The two samples, slightly larger than a pencil in diameter and about six centimeters long, are now stored in sealed tubes inside the rover.

A first attempt to collect a sample in early August failed after the rock was found to be too friable to withstand drilling by Perseverance.

NASA hopes to bring samples back to Earth for further laboratory analysis

The rover operated in an area known as Jezero Crater, just north of the equator and home to a lake 3.5 billion years ago, when conditions on Mars were much warmer and wetter than today.

The rock which provided the first samples turned out to be of basaltic composition and probably the product of lava flows.

Volcanic rocks contain crystalline minerals useful for radiometric dating.

This in turn could help scientists get a feel for the geological history of the area, such as when the crater formed, when the lake appeared and disappeared, and how the climate changed over time. time.

“An interesting thing about these rocks is also that they are showing signs of sustained interaction with groundwater,” NASA geologist Katie Stack Morgan said at a press conference.

Scientists already knew the crater was home to a lake, but could not rule out the possibility that it was “lightning in the pan” with floodwater filling the crater for as little as 50 years. Now they are more certain that the groundwater has been present for much longer.

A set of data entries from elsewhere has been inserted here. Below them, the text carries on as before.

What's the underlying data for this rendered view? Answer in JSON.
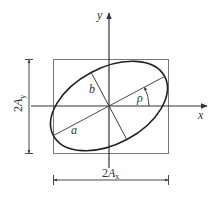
{
  "diagram": {
    "colors": {
      "background": "#ffffff",
      "ellipse": "#222222",
      "axes": "#333333",
      "box": "#777777",
      "text": "#333333"
    },
    "axes": {
      "x_label": "x",
      "y_label": "y"
    },
    "ellipse": {
      "semi_major_label": "a",
      "semi_minor_label": "b",
      "angle_label": "ρ"
    },
    "dimensions": {
      "vertical": {
        "prefix": "2",
        "symbol": "A",
        "subscript": "y"
      },
      "horizontal": {
        "prefix": "2",
        "symbol": "A",
        "subscript": "x"
      }
    }
  }
}
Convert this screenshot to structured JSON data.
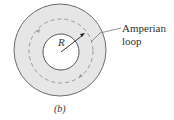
{
  "figure": {
    "panel_label": "(b)",
    "radius_label": "R",
    "callout_label_line1": "Amperian",
    "callout_label_line2": "loop"
  },
  "colors": {
    "ring_fill": "#e6e6e6",
    "stroke": "#6e6e6e",
    "dashed": "#999999",
    "arrow": "#222222"
  }
}
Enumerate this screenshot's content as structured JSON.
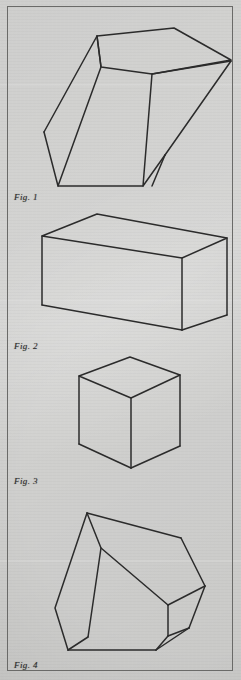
{
  "page": {
    "kind": "scanned-figure-sheet",
    "background_color": "#c9c9c7",
    "ink_color": "#2b2b2b",
    "border_color": "#6a6a68",
    "figure_count": 4
  },
  "figures": [
    {
      "id": "figure-1",
      "caption_prefix": "Fig.",
      "caption_number": "1",
      "caption_text": "Fig. 1",
      "shape": "tilted-hexagonal-prism",
      "description": "Oblique open-topped hexagonal prism tilted to the left",
      "caption_x": 14,
      "caption_y": 192,
      "outline": [
        [
          97,
          36
        ],
        [
          174,
          28
        ],
        [
          231,
          60
        ],
        [
          231,
          61
        ],
        [
          152,
          74
        ],
        [
          101,
          67
        ]
      ],
      "strokes": [
        {
          "name": "top-face",
          "points": [
            [
              97,
              36
            ],
            [
              174,
              28
            ],
            [
              231,
              60
            ],
            [
              152,
              74
            ],
            [
              101,
              67
            ]
          ],
          "closed": true
        },
        {
          "name": "left-body",
          "points": [
            [
              97,
              36
            ],
            [
              101,
              67
            ],
            [
              58,
              186
            ],
            [
              44,
              132
            ]
          ],
          "closed": false
        },
        {
          "name": "left-back-edge",
          "points": [
            [
              44,
              132
            ],
            [
              97,
              36
            ]
          ],
          "closed": false
        },
        {
          "name": "front-floor",
          "points": [
            [
              58,
              186
            ],
            [
              143,
              186
            ]
          ],
          "closed": false
        },
        {
          "name": "right-body",
          "points": [
            [
              152,
              74
            ],
            [
              143,
              186
            ],
            [
              165,
              155
            ]
          ],
          "closed": false
        },
        {
          "name": "right-back-edge",
          "points": [
            [
              165,
              155
            ],
            [
              231,
              61
            ]
          ],
          "closed": false
        },
        {
          "name": "right-inner-edge",
          "points": [
            [
              231,
              61
            ],
            [
              152,
              74
            ]
          ],
          "closed": false
        },
        {
          "name": "right-lower-edge",
          "points": [
            [
              165,
              155
            ],
            [
              152,
              186
            ]
          ],
          "closed": false
        }
      ]
    },
    {
      "id": "figure-2",
      "caption_prefix": "Fig.",
      "caption_number": "2",
      "caption_text": "Fig. 2",
      "shape": "rectangular-box",
      "description": "Rectangular cuboid in three-quarter view",
      "caption_x": 14,
      "caption_y": 341,
      "strokes": [
        {
          "name": "top-face",
          "points": [
            [
              42,
              236
            ],
            [
              97,
              214
            ],
            [
              227,
              238
            ],
            [
              182,
              258
            ]
          ],
          "closed": true
        },
        {
          "name": "left-vertical",
          "points": [
            [
              42,
              236
            ],
            [
              42,
              305
            ]
          ],
          "closed": false
        },
        {
          "name": "front-vertical",
          "points": [
            [
              182,
              258
            ],
            [
              182,
              330
            ]
          ],
          "closed": false
        },
        {
          "name": "right-vertical",
          "points": [
            [
              227,
              238
            ],
            [
              227,
              315
            ]
          ],
          "closed": false
        },
        {
          "name": "bottom-left-edge",
          "points": [
            [
              42,
              305
            ],
            [
              182,
              330
            ]
          ],
          "closed": false
        },
        {
          "name": "bottom-right-edge",
          "points": [
            [
              182,
              330
            ],
            [
              227,
              315
            ]
          ],
          "closed": false
        }
      ]
    },
    {
      "id": "figure-3",
      "caption_prefix": "Fig.",
      "caption_number": "3",
      "caption_text": "Fig. 3",
      "shape": "cube",
      "description": "Cube in isometric three-quarter view",
      "caption_x": 14,
      "caption_y": 476,
      "strokes": [
        {
          "name": "top-face",
          "points": [
            [
              79,
              376
            ],
            [
              130,
              357
            ],
            [
              180,
              375
            ],
            [
              131,
              398
            ]
          ],
          "closed": true
        },
        {
          "name": "left-vertical",
          "points": [
            [
              79,
              376
            ],
            [
              79,
              444
            ]
          ],
          "closed": false
        },
        {
          "name": "front-vertical",
          "points": [
            [
              131,
              398
            ],
            [
              131,
              468
            ]
          ],
          "closed": false
        },
        {
          "name": "right-vertical",
          "points": [
            [
              180,
              375
            ],
            [
              180,
              446
            ]
          ],
          "closed": false
        },
        {
          "name": "bottom-left-edge",
          "points": [
            [
              79,
              444
            ],
            [
              131,
              468
            ]
          ],
          "closed": false
        },
        {
          "name": "bottom-right-edge",
          "points": [
            [
              131,
              468
            ],
            [
              180,
              446
            ]
          ],
          "closed": false
        }
      ]
    },
    {
      "id": "figure-4",
      "caption_prefix": "Fig.",
      "caption_number": "4",
      "caption_text": "Fig. 4",
      "shape": "irregular-polyhedron",
      "description": "Irregular faceted solid, wedge-like, tipped forward",
      "caption_x": 14,
      "caption_y": 660,
      "strokes": [
        {
          "name": "outer-left",
          "points": [
            [
              87,
              513
            ],
            [
              55,
              608
            ],
            [
              68,
              650
            ]
          ],
          "closed": false
        },
        {
          "name": "bottom-edge",
          "points": [
            [
              68,
              650
            ],
            [
              156,
              650
            ]
          ],
          "closed": false
        },
        {
          "name": "upper-right-edge",
          "points": [
            [
              87,
              513
            ],
            [
              181,
              538
            ]
          ],
          "closed": false
        },
        {
          "name": "right-upper-slope",
          "points": [
            [
              181,
              538
            ],
            [
              205,
              586
            ]
          ],
          "closed": false
        },
        {
          "name": "right-lower-slope",
          "points": [
            [
              205,
              586
            ],
            [
              189,
              628
            ]
          ],
          "closed": false
        },
        {
          "name": "right-to-bottom",
          "points": [
            [
              189,
              628
            ],
            [
              156,
              650
            ]
          ],
          "closed": false
        },
        {
          "name": "inner-ridge",
          "points": [
            [
              87,
              513
            ],
            [
              101,
              548
            ],
            [
              88,
              637
            ]
          ],
          "closed": false
        },
        {
          "name": "inner-face-top",
          "points": [
            [
              101,
              548
            ],
            [
              168,
              605
            ]
          ],
          "closed": false
        },
        {
          "name": "inner-face-right",
          "points": [
            [
              168,
              605
            ],
            [
              205,
              586
            ]
          ],
          "closed": false
        },
        {
          "name": "inner-face-lower",
          "points": [
            [
              168,
              605
            ],
            [
              168,
              636
            ]
          ],
          "closed": false
        },
        {
          "name": "inner-face-bottom",
          "points": [
            [
              168,
              636
            ],
            [
              189,
              628
            ]
          ],
          "closed": false
        },
        {
          "name": "front-bottom-left",
          "points": [
            [
              88,
              637
            ],
            [
              68,
              650
            ]
          ],
          "closed": false
        },
        {
          "name": "front-bottom-right",
          "points": [
            [
              168,
              636
            ],
            [
              156,
              650
            ]
          ],
          "closed": false
        }
      ]
    }
  ]
}
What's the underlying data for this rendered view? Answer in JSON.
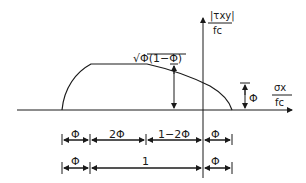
{
  "diagram": {
    "type": "yield-surface-sketch",
    "axes": {
      "y_label_num": "|τxy|",
      "y_label_den": "fc",
      "x_label_num": "σx",
      "x_label_den": "fc"
    },
    "annotations": {
      "peak": "√Φ(1−Φ)",
      "right_height": "Φ"
    },
    "dimension_row_1": [
      "Φ",
      "2Φ",
      "1−2Φ",
      "Φ"
    ],
    "dimension_row_2": [
      "Φ",
      "1",
      "Φ"
    ]
  }
}
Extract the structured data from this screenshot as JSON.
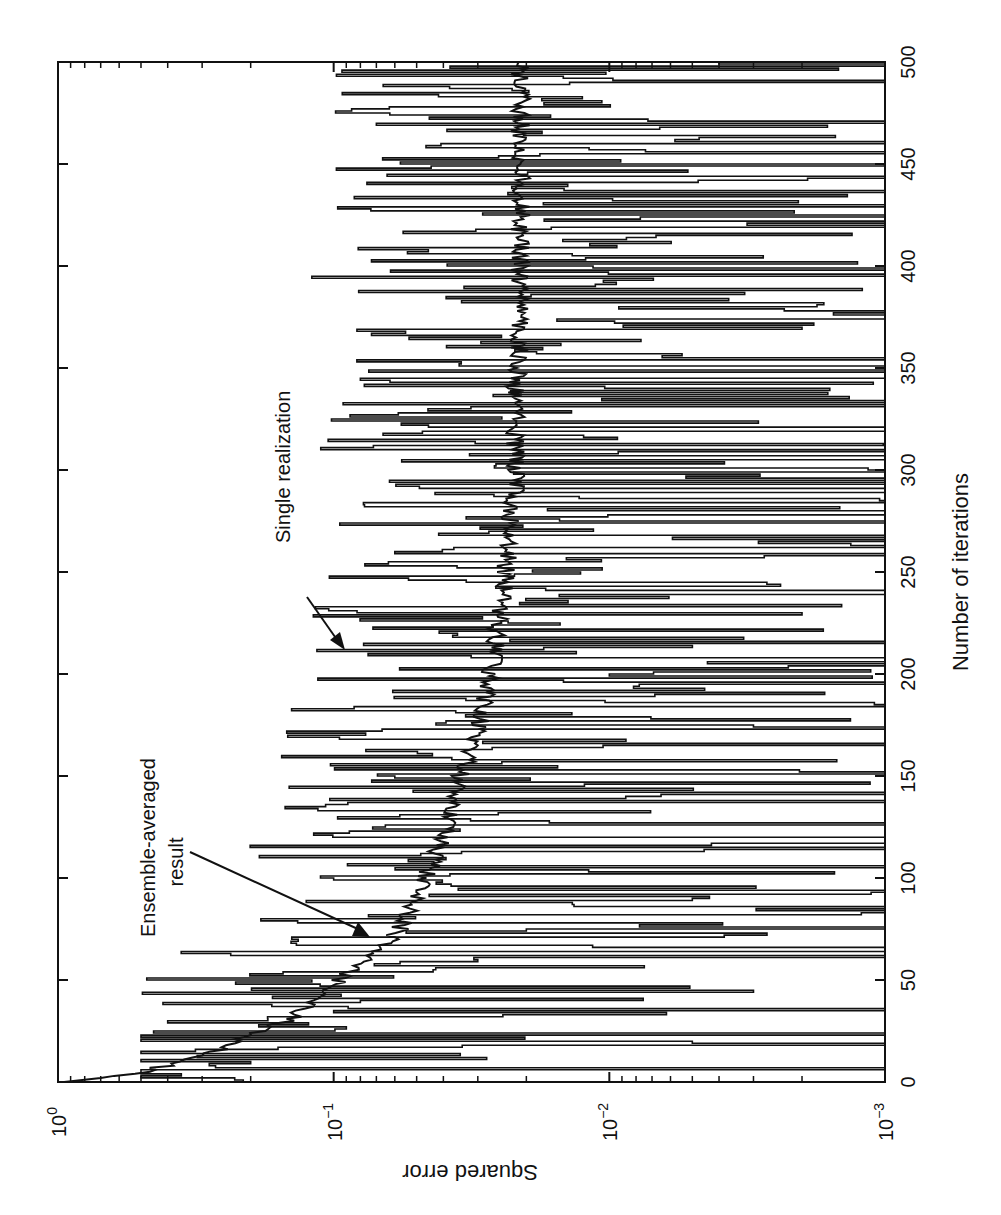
{
  "chart_data": {
    "type": "line",
    "orientation_note": "figure rotated 90 degrees counter-clockwise on page",
    "title": "",
    "xlabel": "Number of iterations",
    "ylabel": "Squared error",
    "xlim": [
      0,
      500
    ],
    "ylim": [
      0.001,
      1
    ],
    "yscale": "log",
    "grid": false,
    "x_ticks": [
      0,
      50,
      100,
      150,
      200,
      250,
      300,
      350,
      400,
      450,
      500
    ],
    "x_tick_labels": [
      "0",
      "50",
      "100",
      "150",
      "200",
      "250",
      "300",
      "350",
      "400",
      "450",
      "500"
    ],
    "y_ticks": [
      1,
      0.1,
      0.01,
      0.001
    ],
    "y_tick_labels": [
      {
        "base": "10",
        "exp": "0"
      },
      {
        "base": "10",
        "exp": "−1"
      },
      {
        "base": "10",
        "exp": "−2"
      },
      {
        "base": "10",
        "exp": "−3"
      }
    ],
    "annotations": [
      {
        "text_lines": [
          "Single realization"
        ],
        "points_to": {
          "x": 210,
          "y": 0.075
        }
      },
      {
        "text_lines": [
          "Ensemble-averaged",
          "result"
        ],
        "points_to": {
          "x": 68,
          "y": 0.068
        }
      }
    ],
    "series": [
      {
        "name": "Ensemble-averaged result",
        "style": "smooth",
        "x": [
          0,
          2,
          5,
          8,
          10,
          13,
          16,
          20,
          25,
          30,
          35,
          40,
          45,
          50,
          55,
          60,
          65,
          70,
          75,
          80,
          90,
          100,
          110,
          120,
          130,
          140,
          150,
          160,
          170,
          180,
          190,
          200,
          210,
          220,
          230,
          240,
          250,
          260,
          270,
          280,
          290,
          300,
          320,
          340,
          360,
          380,
          400,
          420,
          440,
          460,
          480,
          500
        ],
        "values": [
          0.95,
          0.7,
          0.5,
          0.4,
          0.36,
          0.3,
          0.26,
          0.22,
          0.19,
          0.15,
          0.13,
          0.115,
          0.105,
          0.095,
          0.085,
          0.075,
          0.068,
          0.062,
          0.058,
          0.055,
          0.05,
          0.047,
          0.043,
          0.04,
          0.037,
          0.036,
          0.035,
          0.032,
          0.03,
          0.029,
          0.028,
          0.027,
          0.026,
          0.026,
          0.025,
          0.024,
          0.024,
          0.023,
          0.023,
          0.023,
          0.022,
          0.022,
          0.022,
          0.022,
          0.021,
          0.021,
          0.021,
          0.021,
          0.021,
          0.021,
          0.021,
          0.021
        ]
      },
      {
        "name": "Single realization",
        "style": "noisy",
        "description": "highly fluctuating trace spanning roughly 1e-3 to 0.5, tracking the ensemble average from above and below",
        "sample_x": [
          0,
          10,
          20,
          25,
          30,
          35,
          40,
          45,
          50,
          60,
          65,
          75,
          90,
          100,
          120,
          135,
          150,
          175,
          200,
          210,
          230,
          260,
          300,
          345,
          370,
          395,
          430,
          470,
          500
        ],
        "sample_values": [
          0.1,
          0.2,
          0.005,
          0.45,
          0.4,
          0.1,
          0.08,
          0.003,
          0.12,
          0.03,
          0.001,
          0.02,
          0.005,
          0.1,
          0.001,
          0.15,
          0.06,
          0.003,
          0.01,
          0.075,
          0.002,
          0.06,
          0.001,
          0.08,
          0.002,
          0.12,
          0.001,
          0.07,
          0.004
        ]
      }
    ]
  }
}
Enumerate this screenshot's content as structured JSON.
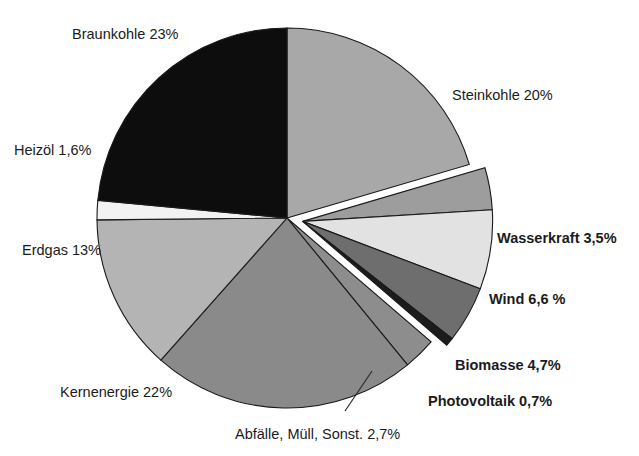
{
  "chart_data": {
    "type": "pie",
    "title": "",
    "subtitle": "",
    "xlabel": "",
    "ylabel": "",
    "legend_position": "none",
    "grid": false,
    "value_unit": "%",
    "decimal_separator": ",",
    "categories": [
      "Steinkohle",
      "Wasserkraft",
      "Wind",
      "Biomasse",
      "Photovoltaik",
      "Abfälle, Müll, Sonst.",
      "Kernenergie",
      "Erdgas",
      "Heizöl",
      "Braunkohle"
    ],
    "values": [
      20,
      3.5,
      6.6,
      4.7,
      0.7,
      2.7,
      22,
      13,
      1.6,
      23
    ],
    "slices": [
      {
        "key": "steinkohle",
        "label": "Steinkohle 20%",
        "name": "Steinkohle",
        "value": 20,
        "color": "#a8a8a8",
        "exploded": false,
        "bold": false
      },
      {
        "key": "wasserkraft",
        "label": "Wasserkraft 3,5%",
        "name": "Wasserkraft",
        "value": 3.5,
        "color": "#9d9d9d",
        "exploded": true,
        "bold": true
      },
      {
        "key": "wind",
        "label": "Wind 6,6 %",
        "name": "Wind",
        "value": 6.6,
        "color": "#e2e2e2",
        "exploded": true,
        "bold": true
      },
      {
        "key": "biomasse",
        "label": "Biomasse 4,7%",
        "name": "Biomasse",
        "value": 4.7,
        "color": "#6e6e6e",
        "exploded": true,
        "bold": true
      },
      {
        "key": "photovoltaik",
        "label": "Photovoltaik 0,7%",
        "name": "Photovoltaik",
        "value": 0.7,
        "color": "#1c1c1c",
        "exploded": true,
        "bold": true
      },
      {
        "key": "abfaelle",
        "label": "Abfälle, Müll, Sonst. 2,7%",
        "name": "Abfälle, Müll, Sonst.",
        "value": 2.7,
        "color": "#8d8d8d",
        "exploded": false,
        "bold": false
      },
      {
        "key": "kernenergie",
        "label": "Kernenergie 22%",
        "name": "Kernenergie",
        "value": 22,
        "color": "#8a8a8a",
        "exploded": false,
        "bold": false
      },
      {
        "key": "erdgas",
        "label": "Erdgas 13%",
        "name": "Erdgas",
        "value": 13,
        "color": "#b4b4b4",
        "exploded": false,
        "bold": false
      },
      {
        "key": "heizoel",
        "label": "Heizöl 1,6%",
        "name": "Heizöl",
        "value": 1.6,
        "color": "#f2f2f2",
        "exploded": false,
        "bold": false
      },
      {
        "key": "braunkohle",
        "label": "Braunkohle 23%",
        "name": "Braunkohle",
        "value": 23,
        "color": "#0d0d0d",
        "exploded": false,
        "bold": false
      }
    ],
    "colors": {
      "braunkohle": "#0d0d0d",
      "steinkohle": "#a8a8a8",
      "wasserkraft": "#9d9d9d",
      "wind": "#e2e2e2",
      "biomasse": "#6e6e6e",
      "photovoltaik": "#1c1c1c",
      "abfaelle": "#8d8d8d",
      "kernenergie": "#8a8a8a",
      "erdgas": "#b4b4b4",
      "heizoel": "#f2f2f2",
      "outline": "#1a1a1a",
      "background": "#ffffff",
      "text": "#1b1b1b"
    }
  },
  "labels": {
    "braunkohle": "Braunkohle 23%",
    "steinkohle": "Steinkohle 20%",
    "heizoel": "Heizöl 1,6%",
    "erdgas": "Erdgas 13%",
    "kernenergie": "Kernenergie 22%",
    "abfaelle": "Abfälle, Müll, Sonst. 2,7%",
    "wasserkraft": "Wasserkraft 3,5%",
    "wind": "Wind 6,6 %",
    "biomasse": "Biomasse 4,7%",
    "photovoltaik": "Photovoltaik 0,7%"
  }
}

“If these rocks have known water for long periods of time, there may be habitable niches in these rocks that could have supported ancient microbial life,” Stack Morgan added.

The salt minerals in the rock cores may have trapped tiny bubbles of ancient Martian water.

“Salts are great minerals for preserving signs of ancient life here on Earth, and we would expect the same to be true for rocks on Mars,” Stack Morgan added.

NASA hopes to return the samples to Earth for further laboratory analysis as part of a joint mission with the European Space Agency in the 2030s.